Kherlen River (also known as Kerülen; Mongolian: Хэрлэн гол; Chinese: 克鲁伦河; pinyin: Kèlǔlún hé) is a 1,254 km river in Mongolia and China. It is also one of the two longest rivers in Mongolia, along with the Orkhon River.

The river originates in the south slopes of the Khentii mountains, near the Burkhan Khaldun mountain in the Khan Khentii Strictly Protected Area, about 180 kilometres or 112 miles northeast of Ulaanbaatar. This area constitutes the divide between the Arctic (Tuul River) and Pacific (Kherlen, Onon) basins and is consequently named "Three River Basins".

From there the Kherlen flows in a mostly eastern direction through the Khentii aimag. Further downriver, it crosses the eastern Mongolian steppe past Ulaan Ereg and Choibalsan, entering China at 48°3′N 115°36′E / 48.050°N 115.600°E / 48.050; 115.600 and emptying into Hulun Nuur after another 164 kilometres or 102 miles.

The mean streamflow of Kherlen River has decreased by more than a half from 2000 to 2008 when compared with prior decades.

In years with high precipitation, the normally exitless Hulun Lake may overflow at its northern shore, and the water will meet the Ergune River after about 30 kilometres or 19 miles. The Ergune marks the border between Russia and China for about 944 kilometres or 587 miles, until it meets the Amur River. The system Kherlen-Ergune-Amur has a total length of 5,052 kilometres or 3,139 miles.

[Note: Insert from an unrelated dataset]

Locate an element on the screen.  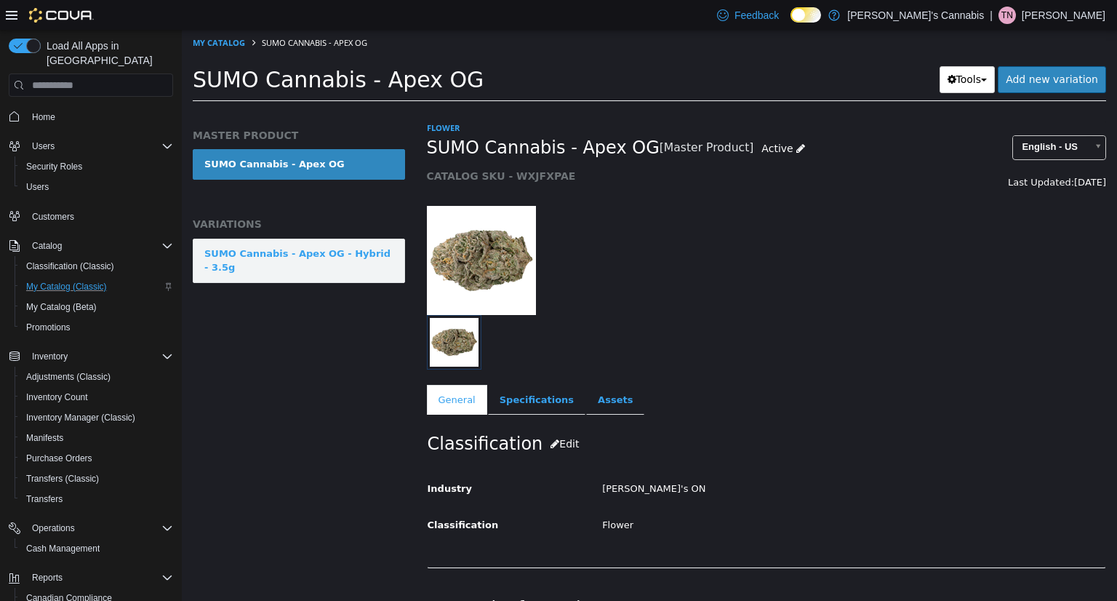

Near the city of Choibalsan in the Dornod province (far Northeast Mongolia), the Kherlen river feeds several soda lakes, located (geologically) in the north Kerulen Block of the Central Mongolian Fold System. They are closed lakes fed by groundwater, with hardly any surface inflow or outflow, in basins formed in basalt, pyroclastic material and rhyolite erupted from the ChoibalsanOnon volcanic chain during the late Cretaceous; among these lakes are the Tsaidam lakes, the Gurvany lakes and the Shar Burdiin lake. The groundwater that feeds the soda lakes comes from a shallow unconfined aquifer recharged by rainfall and snowmelt, and from precipitation in the highlands north of the lakes. But the local climate is semi-arid, with only 207 mm mean annual precipitation distributed unequally throughout the year. This means that groundwater recharge is relatively rare: only the largest precipitation events and snowmelt periods result in significant recharge.

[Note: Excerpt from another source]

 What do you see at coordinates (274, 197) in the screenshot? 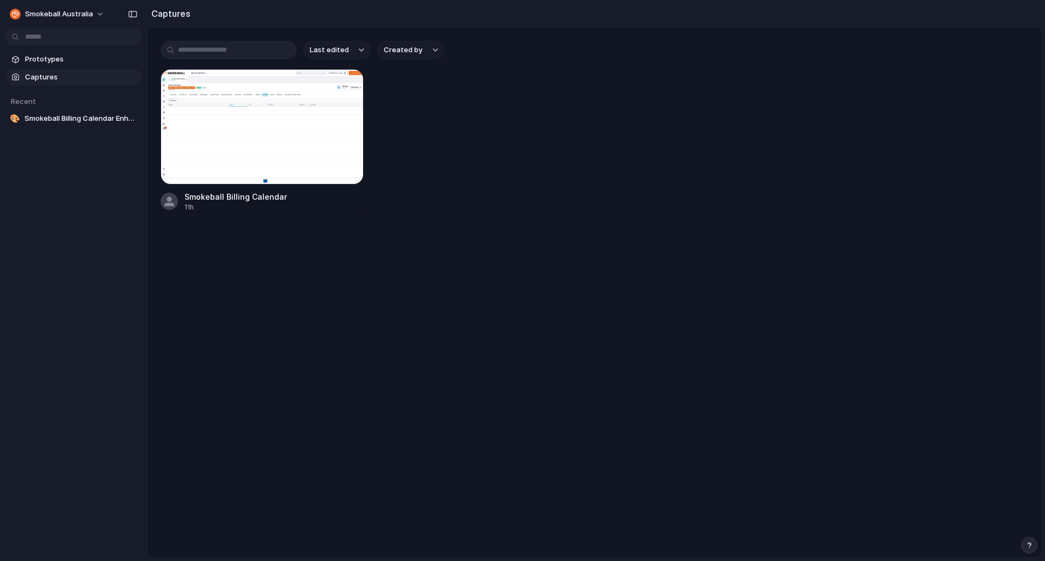
I see `span: Smokeball Billing Calendar` at bounding box center [274, 197].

The Kherlen River is the regional discharge point and also represents a hydrogeological divide for the shallow unconfined aquifer, as groundwater flows south along the topographic gradient. The lakes in their shallow closed basins act as evaporative discharge points.

Several of these lakes are exceedingly rich in uranium; in one location of the Shar Burdiin lake, uranium concentration has been measured at 62.5 μM, which may be the highest reported naturally occurring U concentration in a surface water body. Shar Burdiin is also the most highly evaporated lake.